Baby Mine: This was one of those songs I wrote to draw the poison from my aching soul. It was never played by a band. There’s not much to it, really. Dean’s 12-string again. Using the wrong mode for the lead guitar, yikes. I always rather liked the harmonies in this one, they’re rather splendid, even if I do say so myself.
Flashback: Ahhh… yes, Flashback. This has a lot of history. It was performed by many bands. Technically speaking, this song is actually Flashback Part 1, although it was always called simply Flashback. Flashback Part 2 was called Hard Times and I wrote that a couple of months later.

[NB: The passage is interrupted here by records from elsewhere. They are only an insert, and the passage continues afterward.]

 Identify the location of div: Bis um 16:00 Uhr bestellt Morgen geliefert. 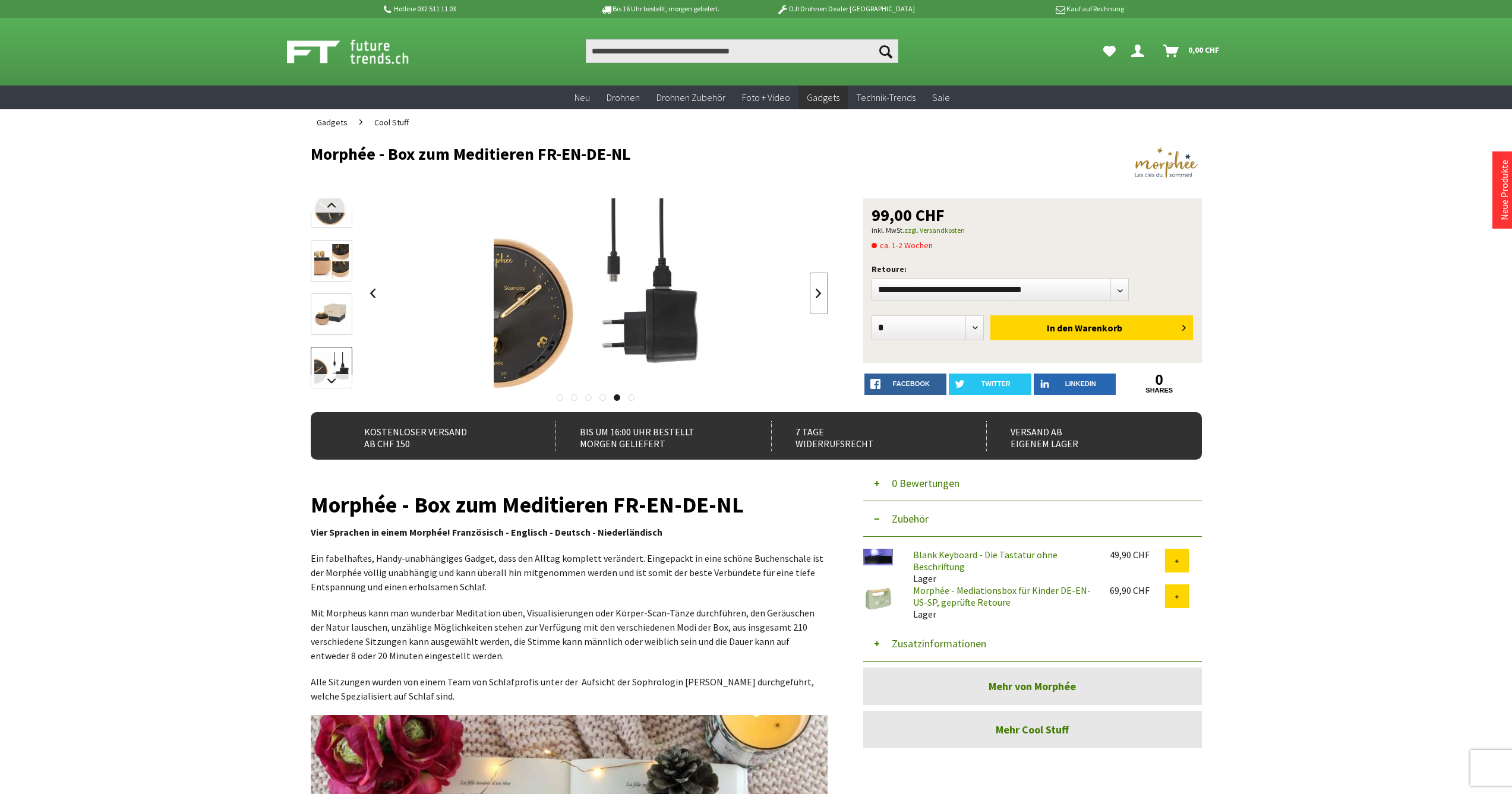
(650, 436).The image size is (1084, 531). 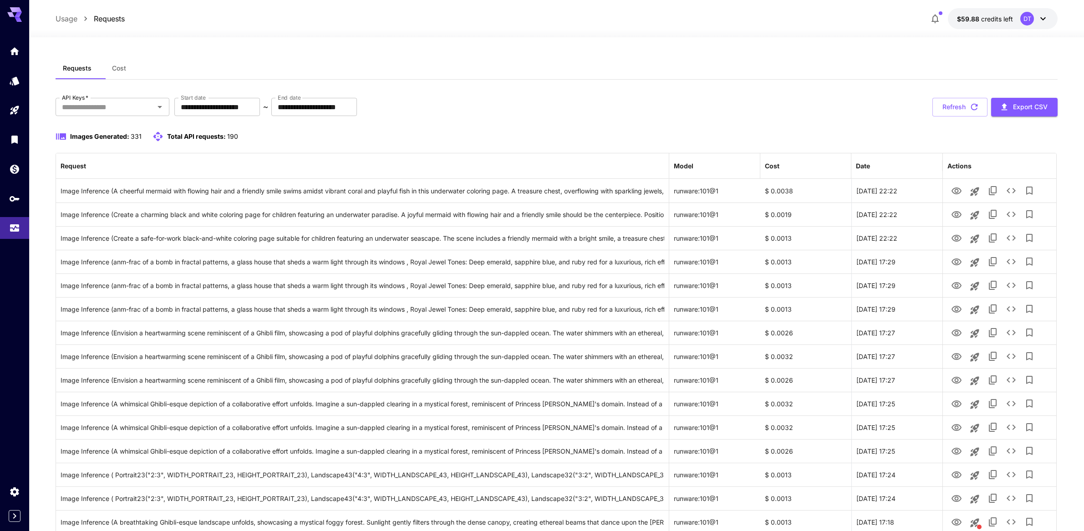 I want to click on div: API Keys, so click(x=15, y=199).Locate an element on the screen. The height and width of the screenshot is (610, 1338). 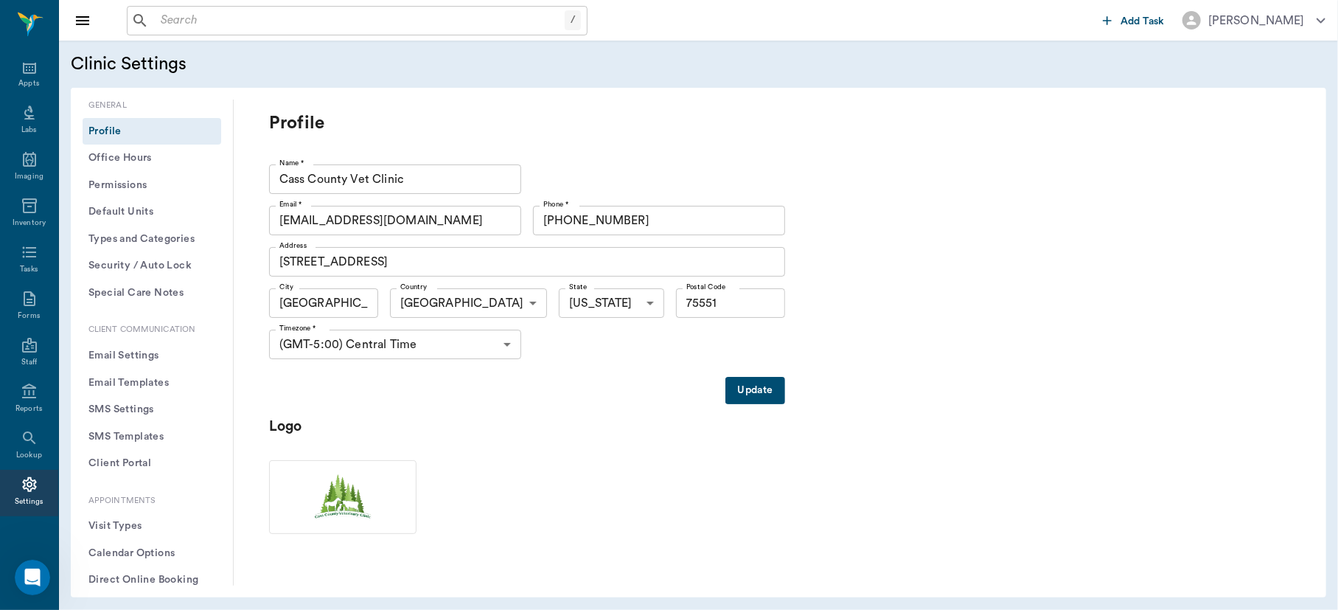
h5: Clinic Settings is located at coordinates (264, 64).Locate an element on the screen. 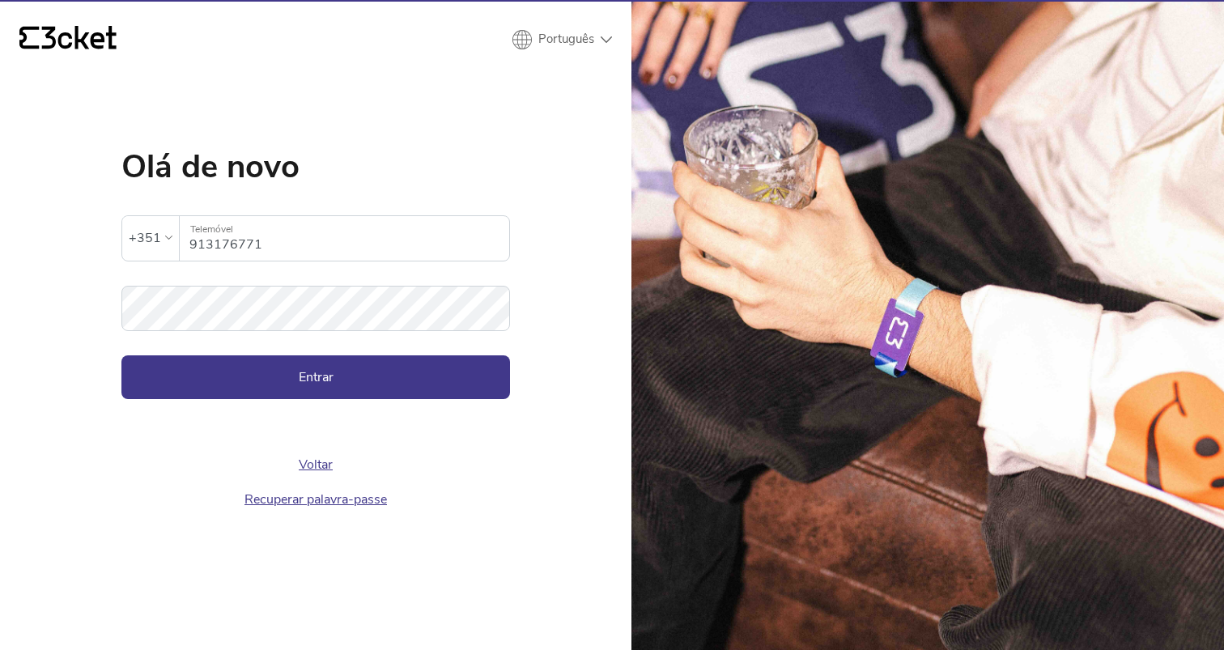 This screenshot has height=650, width=1224. input: Telemóvel is located at coordinates (349, 238). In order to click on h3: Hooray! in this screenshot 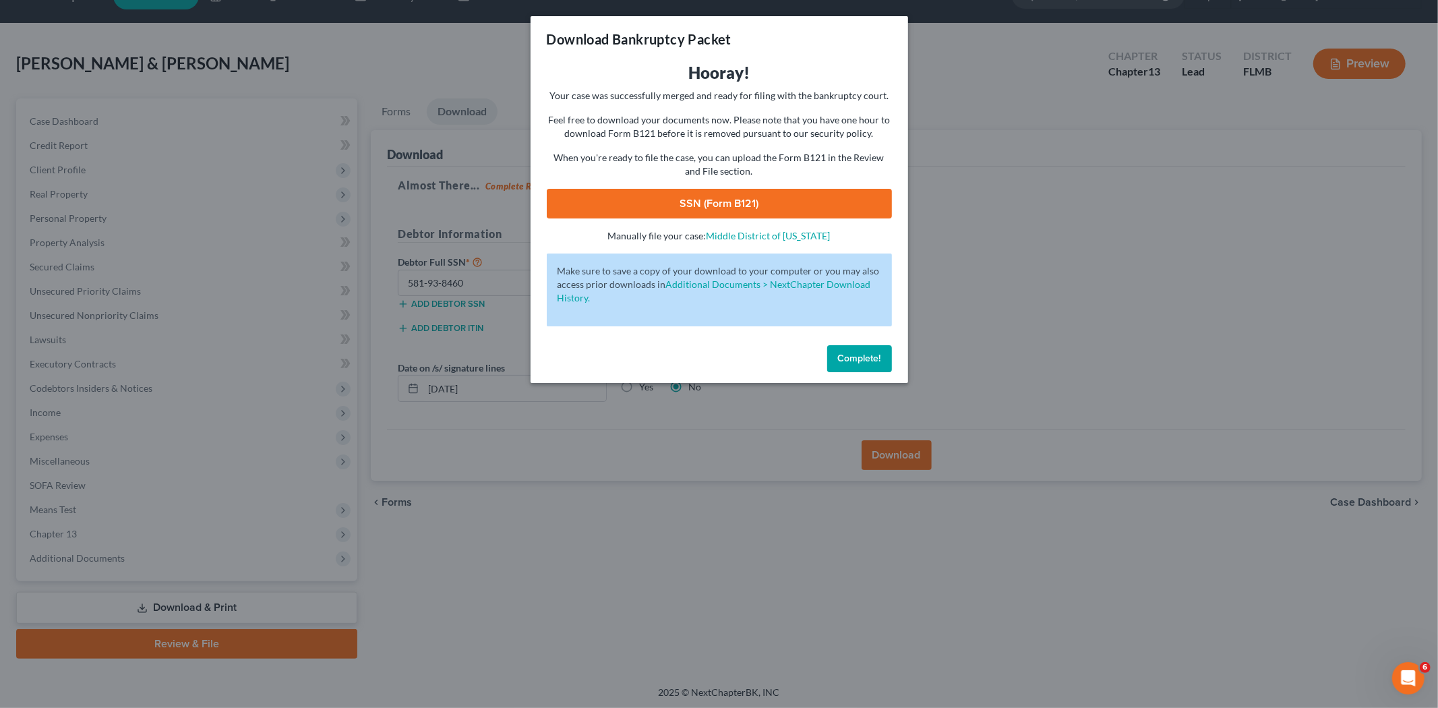, I will do `click(719, 73)`.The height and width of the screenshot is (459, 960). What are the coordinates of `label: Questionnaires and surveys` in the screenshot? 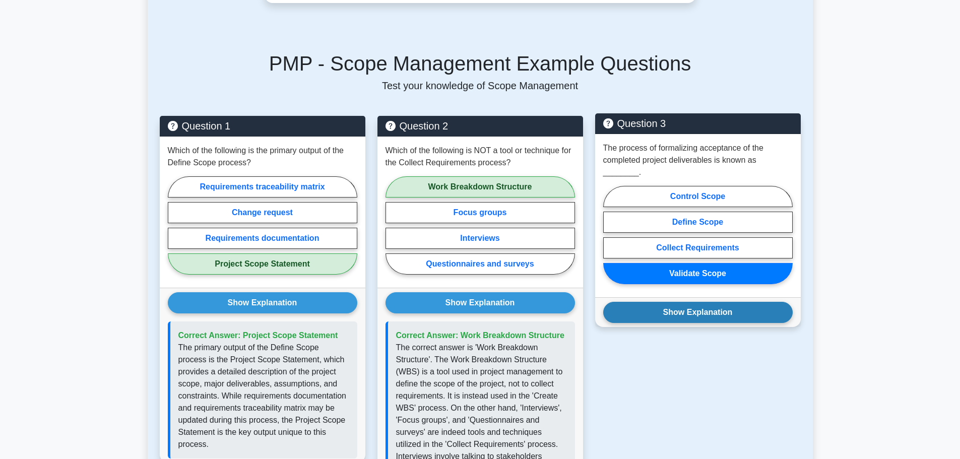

Flashback and Hard Times were both performed live by bands, although Flashback Part 3 never was. The lyrics for Flashback Part 1 were rewritten by Simon. I felt my lyrics didn’t quite express what I wanted them to, so I invited him to rewrite them for me, much as I had with Oh previously, and what a splendid job he did. Yet the original lyrics had some kind of merit and in the end I used them to make Flashback Part 3 with some new music. I only changed one of Simon’s words – he wrote ‘Judas’ and I changed it to ‘Manda’. Then when I was about 24, after Rough Terrain was long since no more, I started regretting that change, and have always used Judas ever since. Judas is so much more timeless and universal. Yes, it does all seem a bit complicated doesn’t it, but what do you do? Anyhow, I got to know this weirdo called Richard who played the flute. I had always thought a flute would be pleasant on the intro for this. I asked him to write a part and he did. For this recording, I played the part on the old EDP Wasp synth, and it sounds absolutely nothing like a flute! I tried to make it flutey for ages, and in the end gave up in exasperation and just went with a sound that seemed to work. Sort of. Simon wrote that beautiful guitar part at the start of the solo before the dirt kicks in. It was a moment of pure inspiration that we were lucky enough to capture on tape. It was during the days of Fooog Dinboffin and the Release and the part became instantly definitive. Maybe we can find and release that version someday? Then Wud did Flashback, and Hard Times, and recorded Flashback for the Daylight Demo. It took a long time with all the tempo changes and so on. After that, Rough Terrain played Flashback live many, many times.
That ends Volume I Side B of the Band of Georges. Volume II Side A is next.